THE DISASTROUS EFFECTS OF SLIDES IN CULEBRA CUT
W. G. COMBER
U. S. LADDER DREDGE "COROZAL" AND ONE OF HER MUD BUCKETS
As one travels along the Pacific end of the canal he is reminded of the words of Isaiah:
"Every valley shall be exalted, and every mountain and hill shall be made low; and the uneven shall be made level, and the rough places a plain."
Hundreds of acres of low, marshy land have been filled up, either with mud from the suction dredges and the hydraulic excavators, or with spoil from Culebra Cut. Much of this made land will be valuable for tropical agriculture, while other parts will never serve any purpose other than to keep down the marshes. But they afforded a dumping ground for material taken out of the canal prism, and added something to the improvement of health and living conditions on the Isthmus.
Probably the most interesting process of excavation in the sea-level channels was that of the sea-going suction dredges. These dredges took out material more cheaply than any other kind of excavating machinery used on the Isthmus. Two of them were put to work in 1908, about the time the operations reached full-blast and have been kept in commission ever since. While it cost as much as $70,000 a year to keep each one in commission, they were able to maintain an annual average of about 5,000,000 cubic yards of material excavated at a cost per yard of 5 cents and even less. With steam shovels it ranged from 10 to 20 times as much per yard. These big dredges were built with great bins in their holds and equipped with powerful 20-inch centrifugal pumps. When at work they steamed up and down the channel, sucking up the mud, and carrying it out to sea.

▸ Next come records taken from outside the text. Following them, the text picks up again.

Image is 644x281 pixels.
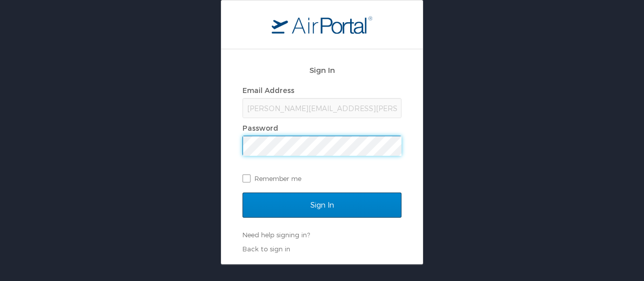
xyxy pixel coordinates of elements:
[242,124,278,132] label: Password
[242,245,290,253] a: Back to sign in
[242,86,294,95] label: Email Address
[242,231,310,239] a: Need help signing in?
[272,16,372,34] img: logo
[242,193,402,218] input: Sign In
[242,64,402,76] h2: Sign In
[242,171,402,186] label: Remember me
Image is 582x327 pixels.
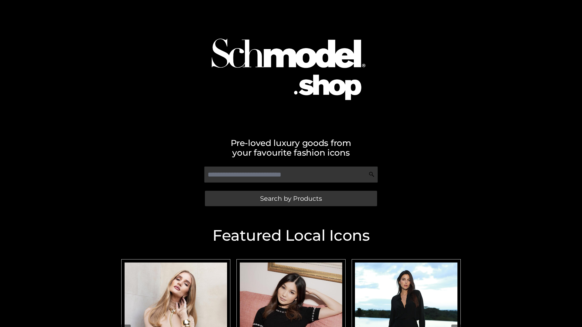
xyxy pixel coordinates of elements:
img: Search Icon [369,172,375,178]
h2: Featured Local Icons​ [118,228,464,243]
h2: Pre-loved luxury goods from your favourite fashion icons [118,138,464,158]
span: Search by Products [260,195,322,202]
a: Search by Products [205,191,377,206]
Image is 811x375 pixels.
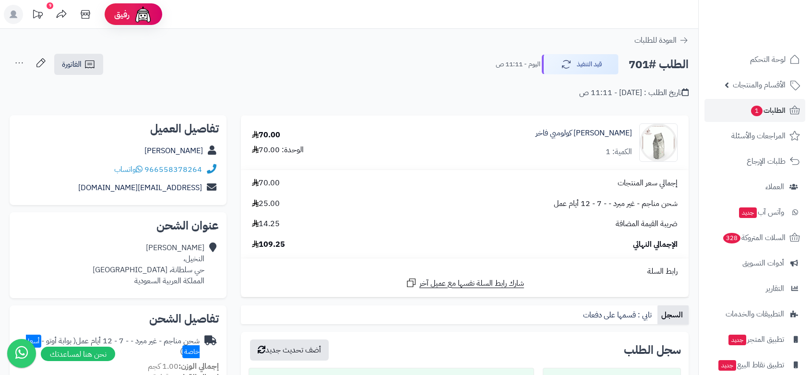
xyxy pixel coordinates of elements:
a: لوحة التحكم [705,48,805,71]
span: رفيق [114,9,130,20]
span: تطبيق المتجر [728,333,784,346]
span: جديد [739,207,757,218]
span: الإجمالي النهائي [633,239,678,250]
img: 1704971680-%D8%AD%D8%A8-%D8%A7%D8%B3%D8%A8%D8%B1%D9%8A%D8%B3%D9%88-1-%D9%83--%D8%A8%D8%B1%D9%8A%D... [640,123,677,162]
a: [EMAIL_ADDRESS][DOMAIN_NAME] [78,182,202,193]
span: تطبيق نقاط البيع [718,358,784,371]
div: 70.00 [252,130,280,141]
div: [PERSON_NAME] النخيل، حي سلطانة، [GEOGRAPHIC_DATA] المملكة العربية السعودية [93,242,204,286]
span: العملاء [766,180,784,193]
h2: عنوان الشحن [17,220,219,231]
a: شارك رابط السلة نفسها مع عميل آخر [406,277,524,289]
a: طلبات الإرجاع [705,150,805,173]
span: 14.25 [252,218,280,229]
img: ai-face.png [133,5,153,24]
span: شارك رابط السلة نفسها مع عميل آخر [419,278,524,289]
a: واتساب [114,164,143,175]
h2: الطلب #701 [629,55,689,74]
span: شحن مناجم - غير مبرد - - 7 - 12 أيام عمل [554,198,678,209]
span: 70.00 [252,178,280,189]
div: شحن مناجم - غير مبرد - - 7 - 12 أيام عمل [17,335,200,358]
span: أسعار خاصة [26,335,200,359]
a: العودة للطلبات [634,35,689,46]
h2: تفاصيل الشحن [17,313,219,324]
span: جديد [729,335,746,345]
a: المراجعات والأسئلة [705,124,805,147]
span: 1 [751,106,763,116]
a: السلات المتروكة328 [705,226,805,249]
span: الأقسام والمنتجات [733,78,786,92]
span: لوحة التحكم [750,53,786,66]
a: العملاء [705,175,805,198]
small: اليوم - 11:11 ص [496,60,540,69]
a: أدوات التسويق [705,251,805,275]
a: [PERSON_NAME] [144,145,203,156]
span: التقارير [766,282,784,295]
span: وآتس آب [738,205,784,219]
a: تابي : قسمها على دفعات [579,305,658,324]
span: التطبيقات والخدمات [726,307,784,321]
div: الوحدة: 70.00 [252,144,304,156]
a: الفاتورة [54,54,103,75]
a: [PERSON_NAME] كولومبي فاخر [536,128,632,139]
a: تطبيق المتجرجديد [705,328,805,351]
strong: إجمالي الوزن: [179,360,219,372]
a: 966558378264 [144,164,202,175]
a: تحديثات المنصة [25,5,49,26]
a: السجل [658,305,689,324]
span: أدوات التسويق [742,256,784,270]
h2: تفاصيل العميل [17,123,219,134]
span: إجمالي سعر المنتجات [618,178,678,189]
span: العودة للطلبات [634,35,677,46]
span: ضريبة القيمة المضافة [616,218,678,229]
small: 1.00 كجم [148,360,219,372]
span: المراجعات والأسئلة [731,129,786,143]
button: أضف تحديث جديد [250,339,329,360]
a: التطبيقات والخدمات [705,302,805,325]
span: السلات المتروكة [722,231,786,244]
span: جديد [718,360,736,371]
a: وآتس آبجديد [705,201,805,224]
h3: سجل الطلب [624,344,681,356]
span: 25.00 [252,198,280,209]
span: الطلبات [750,104,786,117]
div: الكمية: 1 [606,146,632,157]
button: قيد التنفيذ [542,54,619,74]
a: التقارير [705,277,805,300]
div: 9 [47,2,53,9]
div: رابط السلة [245,266,685,277]
span: طلبات الإرجاع [747,155,786,168]
span: ( بوابة أوتو - ) [26,335,200,358]
div: تاريخ الطلب : [DATE] - 11:11 ص [579,87,689,98]
span: 109.25 [252,239,285,250]
a: الطلبات1 [705,99,805,122]
span: 328 [723,233,741,243]
span: الفاتورة [62,59,82,70]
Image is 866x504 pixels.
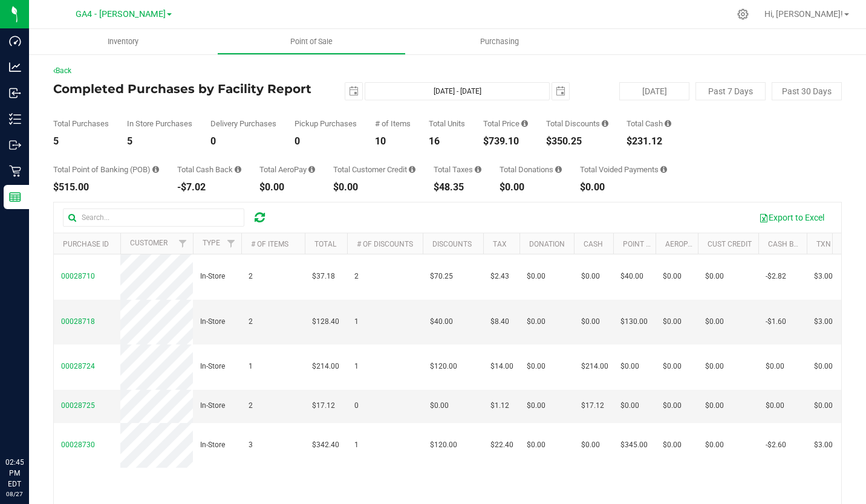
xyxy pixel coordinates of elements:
[584,240,603,248] a: Cash
[581,316,600,327] span: $0.00
[248,400,253,412] span: 2
[312,270,335,282] span: $37.18
[696,82,766,100] button: Past 7 Days
[357,240,413,248] a: # of Discounts
[491,400,509,412] span: $1.12
[354,439,359,451] span: 1
[312,316,339,327] span: $128.40
[766,361,784,372] span: $0.00
[602,120,608,128] i: Sum of the discount values applied to the all purchases in the date range.
[430,400,449,412] span: $0.00
[235,166,241,174] i: Sum of the cash-back amounts from rounded-up electronic payments for all purchases in the date ra...
[619,82,689,100] button: [DATE]
[315,240,336,248] a: Total
[527,400,546,412] span: $0.00
[200,439,225,451] span: In-Store
[626,120,671,128] div: Total Cash
[705,439,724,451] span: $0.00
[308,166,315,174] i: Sum of the successful, non-voided AeroPay payment transactions for all purchases in the date range.
[527,270,546,282] span: $0.00
[92,36,155,47] span: Inventory
[12,407,48,443] iframe: Resource center
[29,29,217,54] a: Inventory
[354,361,359,372] span: 1
[260,182,315,193] div: $0.00
[766,316,786,327] span: -$1.60
[768,240,808,248] a: Cash Back
[814,270,833,282] span: $3.00
[434,182,481,193] div: $48.35
[581,361,608,372] span: $214.00
[354,400,359,412] span: 0
[580,182,667,193] div: $0.00
[53,166,159,174] div: Total Point of Banking (POB)
[354,270,359,282] span: 2
[621,270,644,282] span: $40.00
[248,361,253,372] span: 1
[580,166,667,174] div: Total Voided Payments
[9,191,21,203] inline-svg: Reports
[434,166,481,174] div: Total Taxes
[200,270,225,282] span: In-Store
[766,439,786,451] span: -$2.60
[248,439,253,451] span: 3
[178,182,241,193] div: -$7.02
[333,166,416,174] div: Total Customer Credit
[203,239,220,247] a: Type
[527,439,546,451] span: $0.00
[546,120,608,128] div: Total Discounts
[581,439,600,451] span: $0.00
[312,400,335,412] span: $17.12
[9,113,21,125] inline-svg: Inventory
[581,270,600,282] span: $0.00
[375,120,411,128] div: # of Items
[705,361,724,372] span: $0.00
[430,270,453,282] span: $70.25
[152,166,159,174] i: Sum of the successful, non-voided point-of-banking payment transactions, both via payment termina...
[294,136,357,146] div: 0
[623,240,709,248] a: Point of Banking (POB)
[53,136,109,146] div: 5
[499,182,562,193] div: $0.00
[217,29,406,54] a: Point of Sale
[621,439,648,451] span: $345.00
[61,441,95,449] span: 00028730
[61,317,95,326] span: 00028718
[432,240,472,248] a: Discounts
[53,82,316,95] h4: Completed Purchases by Facility Report
[766,270,786,282] span: -$2.82
[127,136,193,146] div: 5
[484,136,528,146] div: $739.10
[814,400,833,412] span: $0.00
[493,240,507,248] a: Tax
[521,120,528,128] i: Sum of the total prices of all purchases in the date range.
[464,36,535,47] span: Purchasing
[484,120,528,128] div: Total Price
[430,316,453,327] span: $40.00
[816,240,849,248] a: Txn Fees
[251,240,289,248] a: # of Items
[312,439,339,451] span: $342.40
[491,270,509,282] span: $2.43
[200,316,225,327] span: In-Store
[354,316,359,327] span: 1
[406,29,594,54] a: Purchasing
[475,166,481,174] i: Sum of the total taxes for all purchases in the date range.
[705,400,724,412] span: $0.00
[53,66,71,75] a: Back
[771,82,842,100] button: Past 30 Days
[127,120,193,128] div: In Store Purchases
[663,439,681,451] span: $0.00
[6,490,24,498] p: 08/27
[499,166,562,174] div: Total Donations
[429,136,465,146] div: 16
[581,400,604,412] span: $17.12
[178,166,241,174] div: Total Cash Back
[248,316,253,327] span: 2
[663,361,681,372] span: $0.00
[705,316,724,327] span: $0.00
[76,9,166,19] span: GA4 - [PERSON_NAME]
[430,439,458,451] span: $120.00
[9,35,21,47] inline-svg: Dashboard
[555,166,562,174] i: Sum of all round-up-to-next-dollar total price adjustments for all purchases in the date range.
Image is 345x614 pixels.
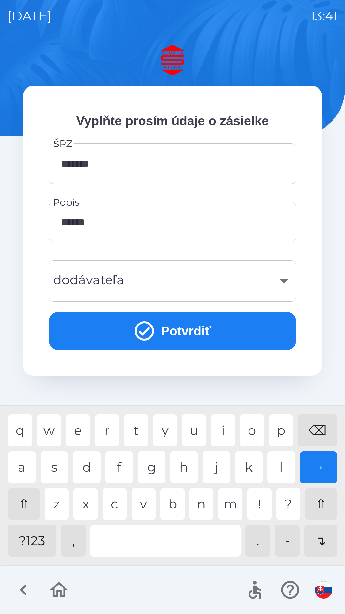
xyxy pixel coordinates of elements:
[49,111,297,130] p: Vyplňte prosím údaje o zásielke
[8,6,51,26] p: [DATE]
[23,45,322,75] img: Logo
[311,6,338,26] p: 13:41
[49,312,297,350] button: Potvrdiť
[53,137,73,151] label: ŠPZ
[53,195,80,209] label: Popis
[315,581,332,598] img: sk flag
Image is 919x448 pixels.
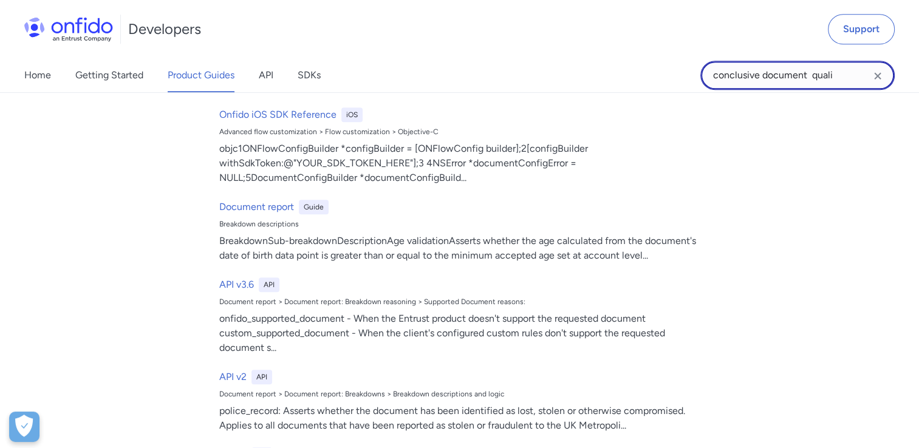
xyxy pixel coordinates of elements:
[299,200,329,214] div: Guide
[219,404,710,433] div: police_record: Asserts whether the document has been identified as lost, stolen or otherwise comp...
[871,69,885,83] svg: Clear search field button
[214,103,715,190] a: Onfido iOS SDK ReferenceiOSAdvanced flow customization > Flow customization > Objective-Cobjc1ONF...
[219,312,710,355] div: onfido_supported_document - When the Entrust product doesn't support the requested document custo...
[24,17,113,41] img: Onfido Logo
[259,58,273,92] a: API
[298,58,321,92] a: SDKs
[214,365,715,438] a: API v2APIDocument report > Document report: Breakdowns > Breakdown descriptions and logicpolice_r...
[168,58,235,92] a: Product Guides
[341,108,363,122] div: iOS
[219,219,710,229] div: Breakdown descriptions
[828,14,895,44] a: Support
[24,58,51,92] a: Home
[214,273,715,360] a: API v3.6APIDocument report > Document report: Breakdown reasoning > Supported Document reasons:on...
[9,412,39,442] button: Open Preferences
[219,200,294,214] h6: Document report
[219,297,710,307] div: Document report > Document report: Breakdown reasoning > Supported Document reasons:
[219,142,710,185] div: objc1ONFlowConfigBuilder *configBuilder = [ONFlowConfig builder];2[configBuilder withSdkToken:@"Y...
[214,195,715,268] a: Document reportGuideBreakdown descriptionsBreakdownSub-breakdownDescriptionAge validationAsserts ...
[219,127,710,137] div: Advanced flow customization > Flow customization > Objective-C
[701,61,895,90] input: Onfido search input field
[75,58,143,92] a: Getting Started
[9,412,39,442] div: Cookie Preferences
[252,370,272,385] div: API
[219,278,254,292] h6: API v3.6
[219,234,710,263] div: BreakdownSub-breakdownDescriptionAge validationAsserts whether the age calculated from the docume...
[259,278,280,292] div: API
[219,370,247,385] h6: API v2
[128,19,201,39] h1: Developers
[219,389,710,399] div: Document report > Document report: Breakdowns > Breakdown descriptions and logic
[219,108,337,122] h6: Onfido iOS SDK Reference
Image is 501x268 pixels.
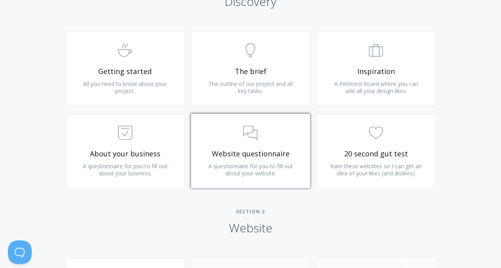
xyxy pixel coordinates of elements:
[208,162,293,177] span: A questionnaire for you to fill out about your website.
[83,162,167,177] span: A questionnaire for you to fill out about your business.
[191,31,310,106] a: The brief The outline of our project and all key tasks.
[191,114,310,188] a: Website questionnaire A questionnaire for you to fill out about your website.
[65,114,184,188] a: About your business A questionnaire for you to fill out about your business.
[329,67,423,76] span: Inspiration
[316,31,435,106] a: Inspiration A Pinterest board where you can add all your design likes.
[203,149,298,158] span: Website questionnaire
[330,162,422,177] span: Rate these websites so I can get an idea of your likes (and dislikes).
[78,67,172,76] span: Getting started
[334,80,418,95] span: A Pinterest board where you can add all your design likes.
[316,114,435,188] a: 20 second gut test Rate these websites so I can get an idea of your likes (and dislikes).
[329,149,423,158] span: 20 second gut test
[8,240,32,264] iframe: Toggle Customer Support
[65,31,184,106] a: Getting started All you need to know about your project.
[203,67,298,76] span: The brief
[208,80,293,95] span: The outline of our project and all key tasks.
[78,149,172,158] span: About your business
[83,80,167,95] span: All you need to know about your project.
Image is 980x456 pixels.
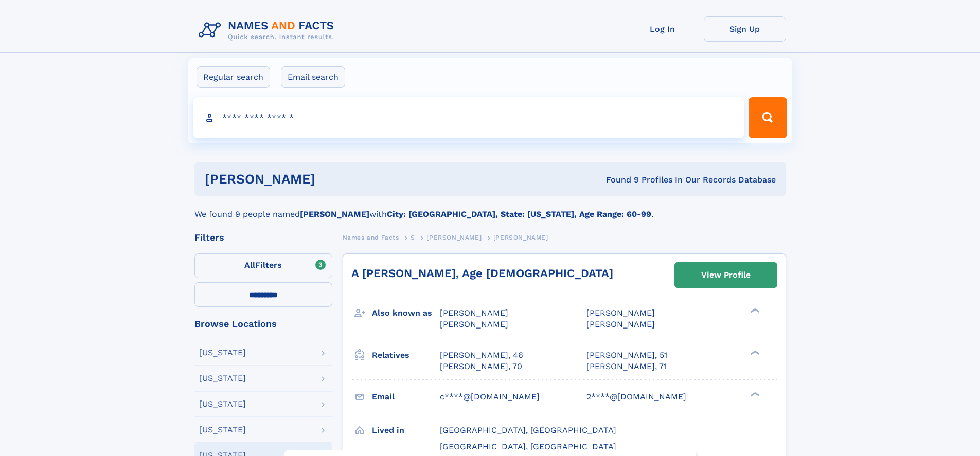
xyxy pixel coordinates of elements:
[411,231,415,244] a: S
[440,361,522,372] a: [PERSON_NAME], 70
[675,263,777,287] a: View Profile
[372,346,440,364] h3: Relatives
[622,17,704,41] a: Log In
[704,17,786,41] a: Sign Up
[748,391,760,398] div: ❯
[300,209,369,219] b: [PERSON_NAME]
[460,175,776,186] div: Found 9 Profiles In Our Records Database
[701,264,750,287] div: View Profile
[194,233,333,242] div: Filters
[440,308,508,318] span: [PERSON_NAME]
[193,98,744,138] input: search input
[199,348,246,357] div: [US_STATE]
[586,361,667,372] a: [PERSON_NAME], 71
[342,231,399,244] a: Names and Facts
[372,421,440,439] h3: Lived in
[194,254,333,278] label: Filters
[748,308,760,314] div: ❯
[351,267,613,280] a: A [PERSON_NAME], Age [DEMOGRAPHIC_DATA]
[194,196,786,221] div: We found 9 people named with .
[440,442,616,452] span: [GEOGRAPHIC_DATA], [GEOGRAPHIC_DATA]
[748,98,787,138] button: Search Button
[245,261,256,270] span: All
[586,349,667,361] a: [PERSON_NAME], 51
[493,234,549,241] span: [PERSON_NAME]
[196,66,270,88] label: Regular search
[411,234,415,241] span: S
[281,66,345,88] label: Email search
[440,425,616,435] span: [GEOGRAPHIC_DATA], [GEOGRAPHIC_DATA]
[199,374,246,383] div: [US_STATE]
[440,320,508,330] span: [PERSON_NAME]
[586,320,655,330] span: [PERSON_NAME]
[372,305,440,322] h3: Also known as
[748,349,760,356] div: ❯
[194,17,342,44] img: Logo Names and Facts
[387,209,651,219] b: City: [GEOGRAPHIC_DATA], State: [US_STATE], Age Range: 60-99
[372,389,440,406] h3: Email
[426,231,482,244] a: [PERSON_NAME]
[204,173,461,186] h1: [PERSON_NAME]
[199,401,246,409] div: [US_STATE]
[440,349,523,361] a: [PERSON_NAME], 46
[194,320,333,329] div: Browse Locations
[586,308,655,318] span: [PERSON_NAME]
[426,234,482,241] span: [PERSON_NAME]
[199,426,246,434] div: [US_STATE]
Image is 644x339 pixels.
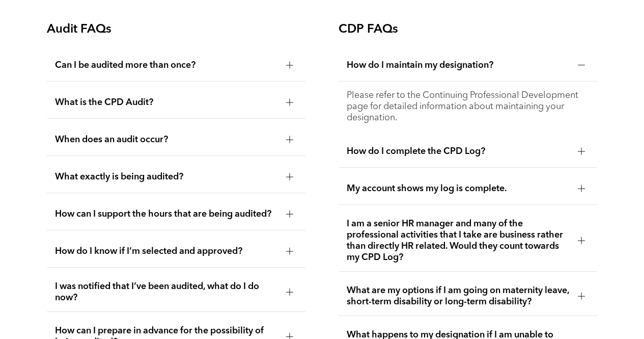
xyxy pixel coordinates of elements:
[55,134,278,145] span: When does an audit occur?
[347,146,570,157] span: How do I complete the CPD Log?
[347,59,570,71] span: How do I maintain my designation?
[55,97,278,108] span: What is the CPD Audit?
[55,246,278,257] span: How do I know if I’m selected and approved?
[347,218,570,263] span: I am a senior HR manager and many of the professional activities that I take are business rather ...
[55,208,278,219] span: How can I support the hours that are being audited?
[55,281,278,303] span: I was notified that I’ve been audited, what do I do now?
[55,59,278,71] span: Can I be audited more than once?
[47,24,112,36] span: Audit FAQs
[347,89,589,123] p: Please refer to the Continuing Professional Development page for detailed information about maint...
[339,24,398,36] span: CDP FAQs
[55,171,278,182] span: What exactly is being audited?
[347,285,570,307] span: What are my options if I am going on maternity leave, short-term disability or long-term disability?
[347,183,570,194] span: My account shows my log is complete.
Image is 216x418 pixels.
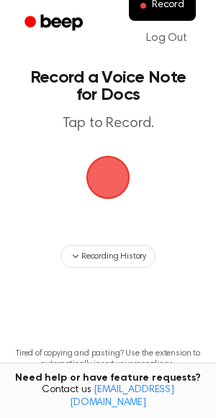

Another interesting dredge used was the big ladder dredge Corozal. It is a great floating dock, as it were, with a huge endless chain carrying 52 immense, 35-cubic-foot buckets. On the center line amidships there is a large opening down to the water. The big elevator framework carrying the endless chain goes down through this and into the water at a considerable angle. The buckets pass around this, and as they round the end of it their great steel lips dig down into the material until filled, then they come up at the rate of three every five seconds and deposit their burden in a huge hopper which conveys it to the barge at the side of the dredge. The dredge is anchored fast at a given place, and keeps on attacking the material beneath it until the desired level is reached. This dredge, with the sea-going suction dredges, will be retained as the permanent dredging fleet. The stationary suction dredges at the two ends of the canal were used to pump up the soft material and to force it out through long pipe lines into the swamps or into the hydraulic cores of the earth dams.